Hankins’s Like a Sun, Excerpt 2, featured the choreographer in her own work. Wearing only flesh-colored tights and painted glitter, Hankins appeared alien in each precisely choreographed moment. Constrained within a red circle of twisted fabric, her body elegantly furled and unfurled through movements both minute and grand. Watching the choreographer dance her own steps gave a sense of watching clay sculpt itself, creator and creation as one.

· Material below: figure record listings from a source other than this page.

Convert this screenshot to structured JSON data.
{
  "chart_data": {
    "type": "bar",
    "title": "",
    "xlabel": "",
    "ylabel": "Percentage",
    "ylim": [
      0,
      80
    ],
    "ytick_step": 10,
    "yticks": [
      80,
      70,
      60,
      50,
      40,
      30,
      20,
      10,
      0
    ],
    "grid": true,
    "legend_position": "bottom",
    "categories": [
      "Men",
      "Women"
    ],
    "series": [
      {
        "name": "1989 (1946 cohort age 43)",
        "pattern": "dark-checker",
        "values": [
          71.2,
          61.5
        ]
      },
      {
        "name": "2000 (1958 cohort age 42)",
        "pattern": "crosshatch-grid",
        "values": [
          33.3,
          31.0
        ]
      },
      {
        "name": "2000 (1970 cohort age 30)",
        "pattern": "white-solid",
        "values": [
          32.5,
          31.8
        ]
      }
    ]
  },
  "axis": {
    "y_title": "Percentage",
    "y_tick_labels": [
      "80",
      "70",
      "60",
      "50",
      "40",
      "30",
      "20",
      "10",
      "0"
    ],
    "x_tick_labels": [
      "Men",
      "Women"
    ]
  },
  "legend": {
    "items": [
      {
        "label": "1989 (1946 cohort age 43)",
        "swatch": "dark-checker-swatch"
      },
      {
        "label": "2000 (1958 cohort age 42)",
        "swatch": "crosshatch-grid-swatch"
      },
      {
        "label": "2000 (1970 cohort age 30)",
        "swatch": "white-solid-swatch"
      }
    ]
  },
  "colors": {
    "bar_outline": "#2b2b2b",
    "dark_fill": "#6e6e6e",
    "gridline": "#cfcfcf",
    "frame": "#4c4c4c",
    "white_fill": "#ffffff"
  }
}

In Net / / Works, Dyberg offered the most satisfying piece of the evening. Joining forces with sound engineer/composer Jesse French (working onstage with the three dancers), Dyberg created a short work that begged for longer stage time. The opening sequence consisted of Dyberg seated alone at a table with two chairs. As she switched between roles of immigration officer and immigrant, French’s soundtrack triggered pantomimic choreography and deliberate gesture in a one-sided conversation danced against a taped voice. Dyberg rendered both characters well, especially as she transformed into the crisp, clipped officer persona. In the following series of solos and duet transitions, Dyberg dove into a weighty vocabulary of circular expansion and contraction. Each dancer rendered an articulate performance: Mariko Nagashima extended beyond the axes of her petite frame; Victoria McConnell perfected the illusion of collapse while still solidly under control, puppet-like at times; Dyberg combined sensual fluidity with eccentricities of movement into a blend of post-hip-hop and contemporary dance. Because of the stark contrast between the beginning of the work and subsequent sections, Net / / Works’s ending needed a return to the innovatively voiced-over danced pantomime for better balance.

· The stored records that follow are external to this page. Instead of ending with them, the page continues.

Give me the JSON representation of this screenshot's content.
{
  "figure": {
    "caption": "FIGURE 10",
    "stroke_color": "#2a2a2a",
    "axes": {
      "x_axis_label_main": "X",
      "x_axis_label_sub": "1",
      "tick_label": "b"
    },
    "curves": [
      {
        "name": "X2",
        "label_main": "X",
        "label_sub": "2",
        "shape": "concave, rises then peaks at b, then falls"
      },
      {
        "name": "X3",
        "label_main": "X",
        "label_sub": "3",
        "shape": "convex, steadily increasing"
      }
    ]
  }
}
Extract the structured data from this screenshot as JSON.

UMAMI Performance presented excerpts from Constellation Half-Remembered, a series of performance events in Seattle May through August. Accompanied by video projections, Constellation wove dreamlike fragments into a multi-faceted conversation where each dancer “spoke” over the others. Use of props–a suitcase filled with reel-to-reel film and a small child’s chair–enhanced the dreamlike quality. This work was well suited to the intimate space of Raisbeck Hall where details would be lost in a larger venue.

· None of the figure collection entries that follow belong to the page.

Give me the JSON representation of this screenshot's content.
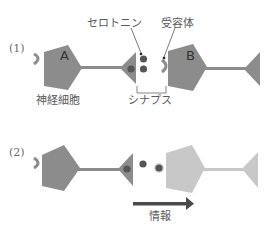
{
  "diagram": {
    "panels": [
      {
        "id": "1",
        "label": "(1)",
        "neuron_a_letter": "A",
        "neuron_b_letter": "B",
        "annotations": {
          "serotonin": "セロトニン",
          "receptor": "受容体",
          "neuron": "神経細胞",
          "synapse": "シナプス"
        }
      },
      {
        "id": "2",
        "label": "(2)",
        "arrow_label": "情報"
      }
    ],
    "colors": {
      "neuron": "#8c8c8c",
      "neuron_light": "#c8c8c8",
      "serotonin_dot": "#555555",
      "arrow": "#4a4a4a",
      "text": "#5a5a5a"
    }
  }
}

Wallich’s It girl and them, an extended solo for the lovely Erica Badgeley, tended toward prolonged periods of stillness. In movement sections, Badgeley showed restraint in her use of energy, turning into a stalking predator, completely efficient in muscle use and line. Wallich framed the solo with heavy walking, Badgeley’s feet pounding a counterpoint to the buzzing drone of the score.
In Together We Fall, Ross and Yamamoto explored inherent perceptions about staged duets, bringing to mind Balanchine’s remark about two dancers on stage being sufficient material for a story. Two chairs placed onstage in the darkness became another duet layer within the work. Although Ross and Yamamoto spent most of the piece without focusing specifically on each other (in eye contact as well as physical contact), the staging of two dancers and two chairs implied connection. At one point, the empty chairs were placed diagonally facing each other center stage while the dancers executed separate solos at opposite points of the focal line, the empty chairs depicting more relationship than the dancers. In Together’s last section, an almost invisible interviewer posited questions as Ross and Yamamoto answered while still dancing. Through their answers, the work finally became relational as Ross and Yamamoto discussed their partnership and the piece. The contrast of performing and discussing dance simultaneously created a beautiful struggle between muscle and mind.
Wednesday’s Spotlight on Seattle was filled with the lithe bodies and skilled artistry of top-level performers, lighted by designer Sara Torres’ expert eye for the nuances of shadow and color. In an evening where dancers often shone brighter than the choreography presented, respect is due to choreographers willing to experiment with conceptualizing the need for beginning, middle, and end within dance works. As this was possibly due to the excerpted nature of some pieces, Seattle audiences must watch for final versions by Hankins, Wallich, Ross and Yamamoto, as well as the complete series by UMAMI Performance. SIDF continues through June 23. For information, visit SeattleIDF.org.